The new grid layout has been broken ever since upgrading react-spring, because it was apparently relying on a buggy behavior of react-spring that started transitions automatically even in imperative mode. react-spring 9.5.1 fixed that behavior, which means we now need to manually start the animations.
In GroupCallView we do 'await enter()' when responding to a widget API join request, but it turns out enter wasn't actually returning a promise until now. The consequence of this was that in Element Web, when you click the join button you get shown a blank screen for a moment. This fixes that half-second moment of the UI being broken, allowing Element Web to show the intermediate 'joining' state.
This one is gonna take some explaining:
When in resist fingerprinting mode, Firefox exhibits some funny behavior: when we ask for the the list of media devices, it gives us fake device IDs. But when the js-sdk requests a stream for any of those devices, Firefox associates the stream with the real device ID.
Now, in order to get the names of devices included in their metadata when you query the device list, you need to be holding a stream. For this reason, useMediaHandler was set up to reload the device list whenever matrix-js-sdk got a new local stream. But because of the inconsistency in device IDs, it would enter an infinite cycle telling matrix-js-sdk to request a stream for the fake device ID, but with matrix-js-sdk always responding with the real device ID.
I already wasn't happy with useMediaHandler's use of @ts-ignore comments to inspect private js-sdk fields, and in the meantime we've come up with a simpler function for requesting device names, so I decided to refactor useMediaHandler to use it instead. Importantly, it doesn't break in resist fingerprinting mode.
This created a new UX issue though: now, when on the lobby screen, useMediaHandler would request microphone access so it could get device names, followed immediately by a *second* pop-up for the lobby screen to request camera access. That's 1 pop-up too many, so I changed useMediaHandler to only request device names when a component is mounted that actually wants to show them. Currently, the settings modal is the only such component, and users normally only open it *after* granting full audio/video access, so this solution works out quite nicely.
Previously we were showing a combination of audio and video status icons on people's name badges, which meant there was no way to tell whether someone who had their video off was muted or not. The designs call for only microphone icons to be shown here.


» INSTRUCTIONS TO FOLLOW
Please copy out all lines of the entries that contain the word "axis".

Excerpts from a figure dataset
════════

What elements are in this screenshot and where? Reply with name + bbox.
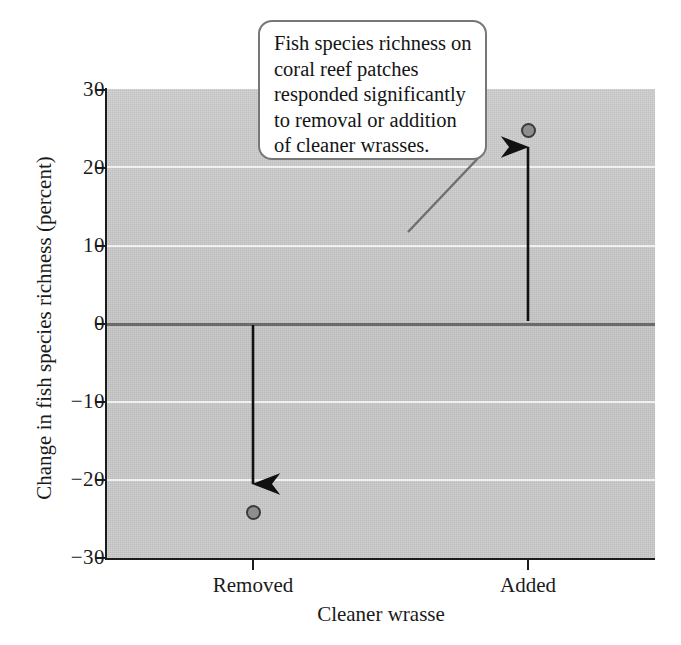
callout-line-1: Fish species richness on	[274, 31, 473, 57]
y-tick-label-0: 0	[53, 313, 105, 334]
callout-line-5: of cleaner wrasses.	[274, 133, 473, 159]
chart-figure: 30 20 10 0 −10 −20 −30 Removed Added Cle…	[0, 0, 681, 645]
y-axis-title: Change in fish species richness (percent…	[32, 93, 56, 563]
x-axis-title: Cleaner wrasse	[107, 602, 655, 626]
callout-line-2: coral reef patches	[274, 57, 473, 83]
x-axis-line	[105, 558, 655, 560]
y-tick-label-minus-20: −20	[53, 469, 105, 490]
callout-box: Fish species richness on coral reef patc…	[258, 20, 487, 160]
x-tick-label-added: Added	[448, 573, 608, 597]
y-tick-label-minus-10: −10	[53, 391, 105, 412]
y-tick-label-20: 20	[53, 157, 105, 178]
y-tick-label-minus-30: −30	[53, 547, 105, 568]
datapoint-added	[521, 123, 536, 138]
callout-line-3: responded significantly	[274, 82, 473, 108]
datapoint-removed	[246, 505, 261, 520]
x-tick-mark-removed	[252, 560, 254, 570]
callout-line-4: to removal or addition	[274, 108, 473, 134]
y-tick-label-30: 30	[53, 79, 105, 100]
callout-text: Fish species richness on coral reef patc…	[274, 31, 473, 159]
x-tick-mark-added	[527, 560, 529, 570]
callout-leader-line	[390, 150, 500, 250]
y-axis-line	[105, 88, 107, 560]
x-tick-label-removed: Removed	[173, 573, 333, 597]
y-tick-label-10: 10	[53, 235, 105, 256]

════════

» RESPONSE
y-axis-title: Change in fish species richness (percent…	[32, 93, 56, 563]
x-axis-title: Cleaner wrasse	[107, 602, 655, 626]
x-axis-line	[105, 558, 655, 560]
y-axis-line	[105, 88, 107, 560]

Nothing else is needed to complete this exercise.